Sunday, October 21, 2012

The Hospice Lady and Peace

Evenings when the weather was rainy, or cold, or boiling hot, I would look out my window and hope and pray that she decided to stay in the mission, or at a shelter, or that a good person had an extra bed for her, or that she had maybe gotten money for a motel.

She would call but I often couldn't answer. I could not take the chance that she would be raging and drunk, or full of the latest drama she had largely brought on herself. Or maybe it was also that it was just so damned painful to hear from her. I knew that I was no match for the pain she was in nor for her desire to escape it. Nothing would stop her, not even her love for me. And that hurt more than I can put into words, even though it shouldn't. That should bring me relief, somehow, that it wasn't personal. It's just that it felt so personal.

Maybe I will always wrestle with that, as well as whether there was more that I could have done. Feeling so powerless, actually being so damned powerless, was also very painful.

My faith was also hugely affected. Terribly affected. For years I struggled with this question: how could You? God, how could you let her never, ever get out of pain? I prayed, I got and stayed sober, I begged, I helped, I stopped enabling...so why? I would hear someone say that they prayed and their brother got sober, so prayer really works. I would seeth with grief and rage, quietly daring God to explain that, to ask Him whether He wanted me to understand that prayer for others works but not for me and my mom. Why was her whole life so damned tragic?

I still don't fully have the answers to that. But I do trust God. He Has just been way too good to way too many people, myself included, for me not to. So, He definitely must've had His reasons. I think now that maybe it was actually more merciful to mom and that she was of better use to God just as she was, to leave when she did, the way that she did. The Hospice Counselor explained that when Mom actually died, she had a very peaceful expression. The counselor said that she had seen countless people die, and that no amount of drugs or medicines could keep a horrible look off of their faces if they were not at peace, so she knew that Mom was.

I know that her story has definitely inspired me to do all that I can to stay sober, and that many of my fellow alcoholics have not been able to do so. I also have realized, being forty two now myself, that although she was fairly young when she died - fifty three - that forty two and fifty three is a long time. I have already had a good life. She lived a very long time, had a long marriage, two kids, jobs, friends, and interests like singing for a whole lifetime before things got really, really bad.

There are those who believe that my mom was mentally ill, perhaps bipolar or some such other problem. But I don't think that's the case. I think she quite simply had alcoholism, and also PTSD from past abuse. Then I think person after person let her down, and she also did not turn to some places that she could have. I see Mom as a champion for women's rights in that she did whatever it took to stand up for herself. She was willing to lose support from people she cared about. Perhaps she was somewhat misguided, because certainly there is no bigger way to say "fuck you" to society than to quit living by its rules, but the ones she broke may have hurt her more than anyone. Still, she did it, which was enormously brave and I am so very proud of her for not going back on her truth about the abuse. I can only assume that at some point the lack of support was too much and so she got together with hurtful people and also back with her sister. Certainly much of her rebellion was aimed at continuing to blot out her pain with alcohol. Certainly that part hurt others, and ultimately I will call it wrong. Yet I have enormous sympathy for it. I know what that terror feels like, when someone has hurt you and you want the people you love to believe you, to protect you, to support you, and they don't. So you find something to help with that feeling. You deny it's a problem so that you can keep your defense. I understand that. I understand so much about her still today. She continues to inspire me still today. My whole life is one of bravery largely due to her.

I wouldn't even have said anything about my own abuse if it hadn't been for Mom. She taught me to speak out, to speak up. She believed me, and she thought I should be heard. She was my advocate.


To do: Would you repeat exactly the part of the listing below that runs from the line containing "focus on person." down to the line containing "Detect clothing. Return", inclusive, and nothing else?

Material shown:
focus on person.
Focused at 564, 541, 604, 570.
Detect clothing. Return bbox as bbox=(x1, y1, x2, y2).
...
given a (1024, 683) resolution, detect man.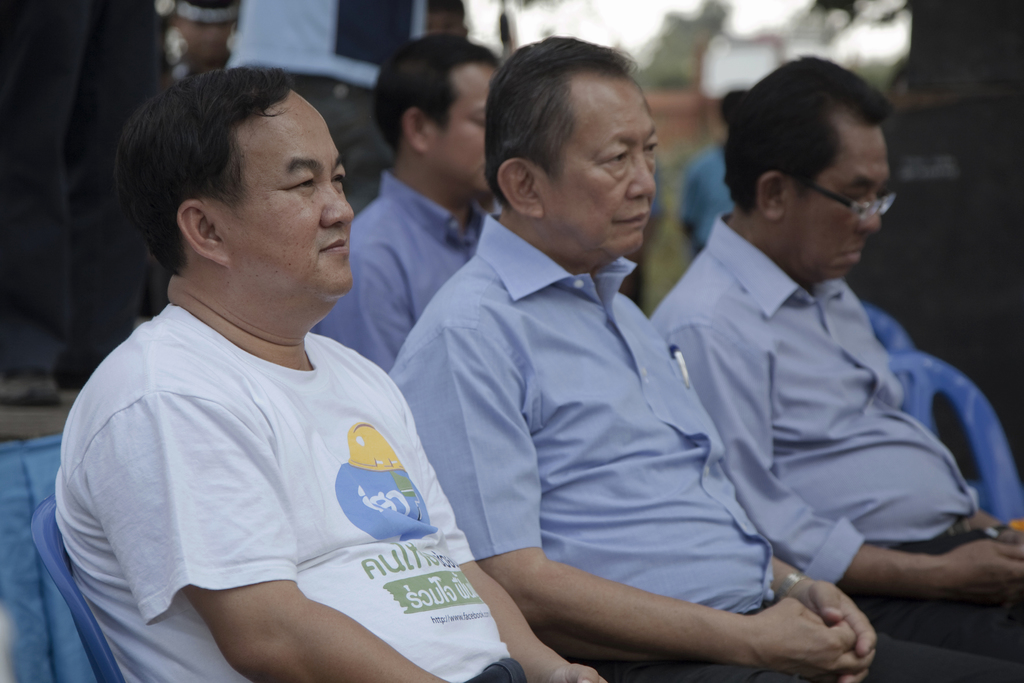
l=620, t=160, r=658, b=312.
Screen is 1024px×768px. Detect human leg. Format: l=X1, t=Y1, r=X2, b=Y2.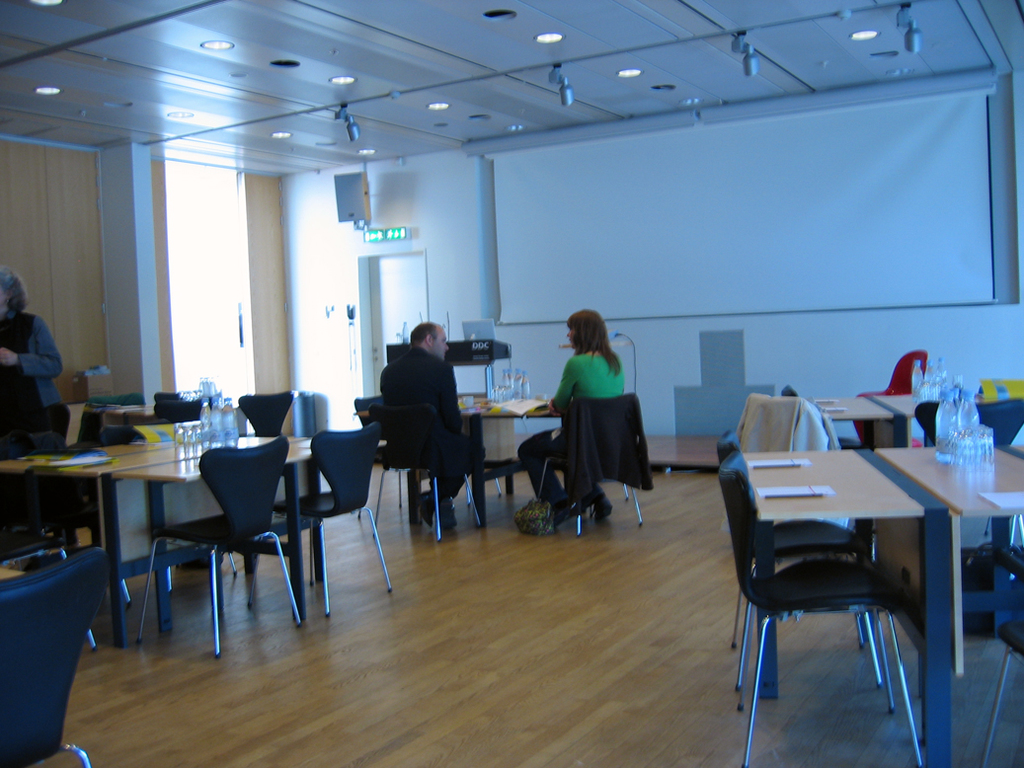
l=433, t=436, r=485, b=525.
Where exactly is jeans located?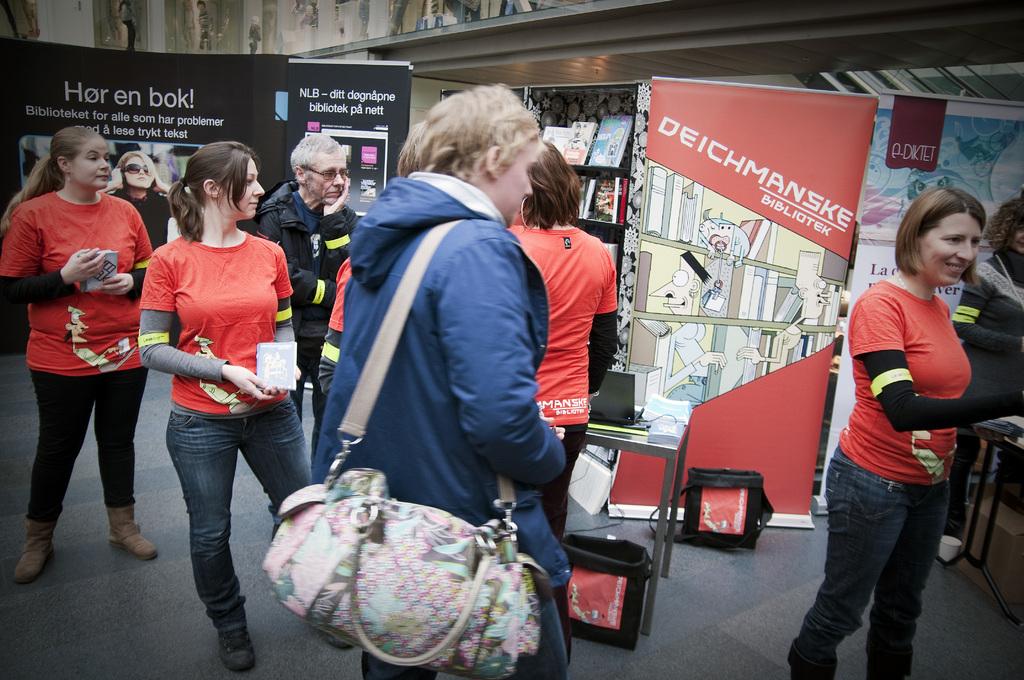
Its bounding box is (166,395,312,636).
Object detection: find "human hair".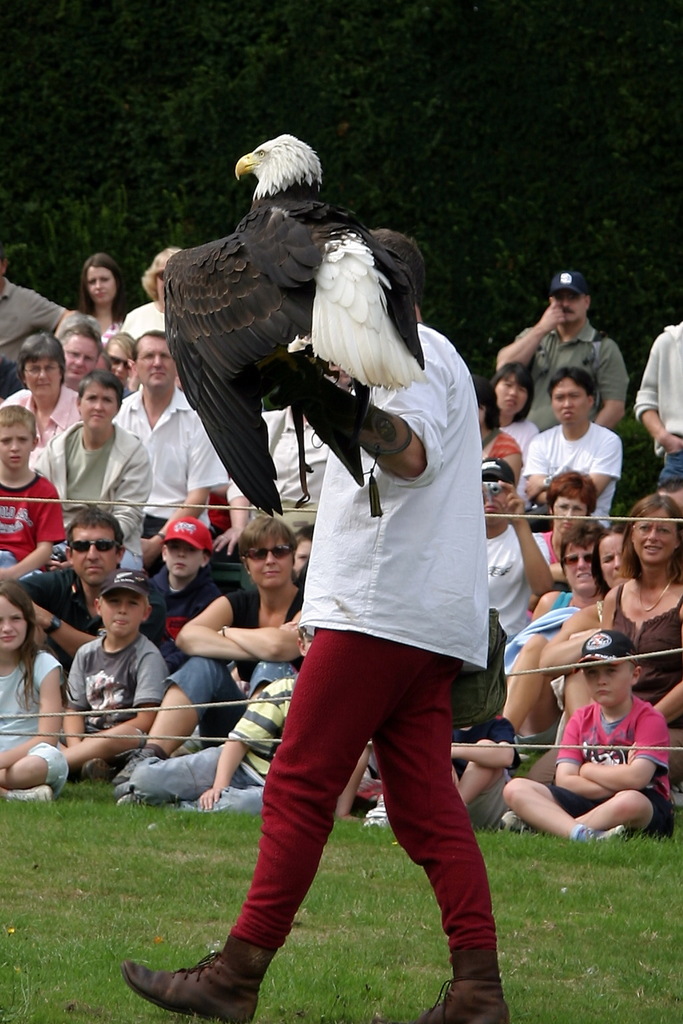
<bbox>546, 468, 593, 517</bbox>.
--
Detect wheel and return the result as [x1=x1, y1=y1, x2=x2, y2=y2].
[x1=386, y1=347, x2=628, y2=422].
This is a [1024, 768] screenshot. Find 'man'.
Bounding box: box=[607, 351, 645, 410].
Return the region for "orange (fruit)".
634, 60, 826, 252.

Task response:
focus on person.
Focused at 564, 541, 604, 570.
Detect clothing. Return bbox as bbox=(x1, y1, x2, y2).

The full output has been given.